“Only those who are truly aware of their sin can truly cherish grace.”
C.J. Mahaney (1953) American clergyman
Source: The Cross Centered Life: Keeping the Gospel The Main Thing
Source: On the Bondage of the Will (1525), p. 168
“Only those who are truly aware of their sin can truly cherish grace.”
C.J. Mahaney (1953) American clergyman
Source: The Cross Centered Life: Keeping the Gospel The Main Thing
“The tempter or the tempted, who sins most?”
William Shakespeare Measure for Measure
Source: Measure for Measure
Dietrich Bonhoeffer (1906–1945) German Lutheran pastor, theologian, dissident anti-Nazi
p 43
Costly Grace (1937)
“Sin can read sin, but dimly scans high grace.”
John Henry Newman (1801–1890) English cleric and cardinal
Isaac http://www.newmanreader.org/works/verses/verse67.html (1833).
Jayachamarajendra Wadiyar (1919–1974) Indian writer
At the conclusion of his speech on Indian tradition he recited a passage from Matsyapurana, quoted in "Jayachamaraja Wodeyar – A Princely scholar".
“They suppose that Woman's Love is Sin; in consequence all the Loves & Graces with them are Sin.”
William Blake (1757–1827) English Romantic poet and artist
1780s, Annotations to Lavater (1788)
Sören Kierkegaard (1813–1855) Danish philosopher and theologian, founder of Existentialism
Source: The Sickness Unto Death: A Christian Psychological Exposition for Upbuilding and Awakening
Dorothy Thompson (1893–1961) American journalist and radio broadcaster
Dorothy Thompson’s Political Guide: A Study of American Liberalism and its Relationship to Modern Totalitarian States (1938)
Source: A Study of American Liberalism and its Relationship to Modern Totalitarian States (1938)
pp. 73-74
Dietrich Bonhoeffer (1906–1945) German Lutheran pastor, theologian, dissident anti-Nazi
Costly Grace, p 43.
Costly Grace
Context: Cheap grace means grace as a doctrine, a principle, a system.

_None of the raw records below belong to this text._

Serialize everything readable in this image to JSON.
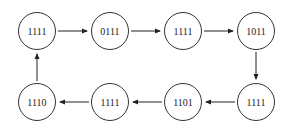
{
  "diagram": {
    "type": "state-cycle",
    "nodes": [
      {
        "id": "n1",
        "label": "1111",
        "cx": 37,
        "cy": 31
      },
      {
        "id": "n2",
        "label": "0111",
        "cx": 110,
        "cy": 31
      },
      {
        "id": "n3",
        "label": "1111",
        "cx": 183,
        "cy": 31
      },
      {
        "id": "n4",
        "label": "1011",
        "cx": 256,
        "cy": 31
      },
      {
        "id": "n5",
        "label": "1111",
        "cx": 256,
        "cy": 102
      },
      {
        "id": "n6",
        "label": "1101",
        "cx": 183,
        "cy": 102
      },
      {
        "id": "n7",
        "label": "1111",
        "cx": 110,
        "cy": 102
      },
      {
        "id": "n8",
        "label": "1110",
        "cx": 37,
        "cy": 102
      }
    ],
    "edges": [
      {
        "from": "n1",
        "to": "n2"
      },
      {
        "from": "n2",
        "to": "n3"
      },
      {
        "from": "n3",
        "to": "n4"
      },
      {
        "from": "n4",
        "to": "n5"
      },
      {
        "from": "n5",
        "to": "n6"
      },
      {
        "from": "n6",
        "to": "n7"
      },
      {
        "from": "n7",
        "to": "n8"
      },
      {
        "from": "n8",
        "to": "n1"
      }
    ]
  }
}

It means forgiveness of sins proclaimed as a general truth, the love of God taught as the Christian "conception" of God. An intellectual assent to that idea is held to be of itself sufficient to secure remission of sins. The church which holds the correct doctrine of grace has, it is supposed, ipso facto a part of that grace. In such a Church the world finds a cheap covering for its sins; no contrition is required, still less any real desire to be delivered from sin. Cheap grace therefore amounts to a denial of the living Word of God, in fact, a denial of the Incarnation of the Word of God.
Cheap grace means the justification of sin without the justification of the sinner. Grace alone does everything, they say, and so everything can remain as it was before.